2. It may reduce court burden
If adjudication works properly, minor matters can move out of overloaded criminal courts. As a result, enforcement may become quicker and more predictable.
3. It may modernise obsolete penalties
In some older laws, the earlier fines had become too low to matter. Therefore, updating monetary consequences was necessary.
These are real advantages. However, they matter only if the law still remains strict where safety is at stake.
Where the Bill May Fail
1. It may weaken deterrence
If the category of “minor violation” is interpreted too broadly, entities may begin treating serious compliance duties casually. In health and food safety, that is dangerous.
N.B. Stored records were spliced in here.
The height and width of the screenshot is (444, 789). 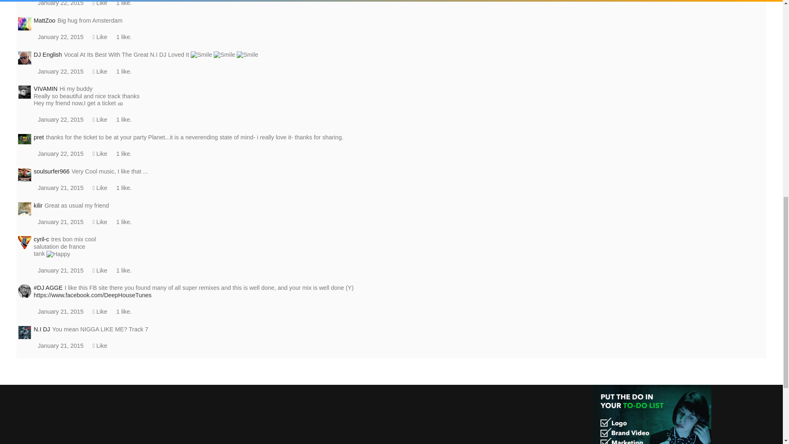 What do you see at coordinates (25, 24) in the screenshot?
I see `MattZoo` at bounding box center [25, 24].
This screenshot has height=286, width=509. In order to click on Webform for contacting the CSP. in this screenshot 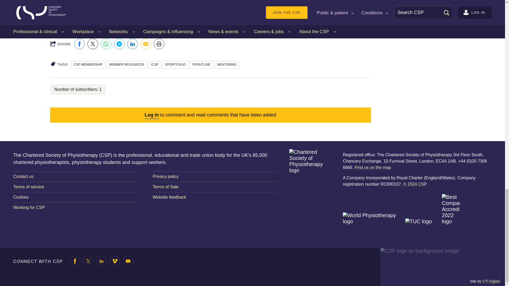, I will do `click(76, 177)`.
2. Penalties may become a business cost
Large operators may absorb moderate penalties more easily than they fear criminal liability or reputational exposure. Therefore, a penalty-only system may fail if it lacks public transparency.
3. Administrative capacity may remain weak
Civil enforcement works only if adjudicating officers are appointed, hearings are fair, orders are reasoned, and appeals function on time. Otherwise, the new model may become softer without becoming more effective.
4. Repeat offenders may exploit the system
If the law is lenient at the first stage but unclear at later stages, repeat violators may simply internalise the penalty and continue non-compliance.
Risk Table
| Risk | Why it matters | Likely consequence |
|---|---|---|
| Over-broad decriminalisation | “Minor” violations may still affect safety | Weak deterrence |
| Weak adjudication capacity | Administrative systems may not be ready | Delay and uneven enforcement |
| Low transparency | Penalty orders may remain invisible | Reduced reputational pressure |
| Weak escalation for repeat breaches | First-time leniency may become serial abuse | Persistent non-compliance |
| Business-cost mindset | Monetary sanctions alone may not bite | Compliance culture may weaken |
What a Safer Reform Model Would Require
A better approach would not reject decriminalisation entirely. Instead, it would apply it carefully. First-time technical lapses with no safety impact may justify warning or modest penalty. However, repeated non-compliance should trigger stronger sanctions. Likewise, concealment, false records, traceability failures, and safety-linked breaches should face hard consequences.
In practical terms, the law should follow a clear ladder:
- first-time harmless technical lapse: warning or modest penalty
- repeated procedural breach: higher penalty plus monitoring
- concealment, false disclosure, traceability failure, or safety-linked breach: strong punitive action
Such an approach would preserve proportionality. At the same time, it would keep a strong deterrent edge where human life and public welfare are involved.
Final Assessment
The Jan Vishwas Bill 2026 is a serious legislative reform. It is not merely symbolic. It reflects a real attempt to reduce over-criminalisation, modernise penalties, and build a more facilitative state. In many sectors, that may be a welcome development.
However, health and food safety demand a stricter standard. These sectors are directly linked to human life, survival, and public well-being. Therefore, stringent provisions are not merely punitive tools. Rather, they are essential deterrents. If the law becomes too mild in these fields, it may weaken compliance and undermine the very object of the governing statute. Accordingly, the Bill should be judged not by the number of offences it decriminalises, but by whether it preserves a hard edge against conduct that threatens patient safety, food integrity, and public health.
How We Verified This Report
We used the official PIB release on the Jan Vishwas Bill’s health-sector impact for the government’s headline claims and sectoral framing. We also relied on the earlier ABC Live report, Jan Vishwas Bill 2025 Analysis, to situate the 2026 Bill within the wider decriminalisation debate and its implications for public-interest regulation.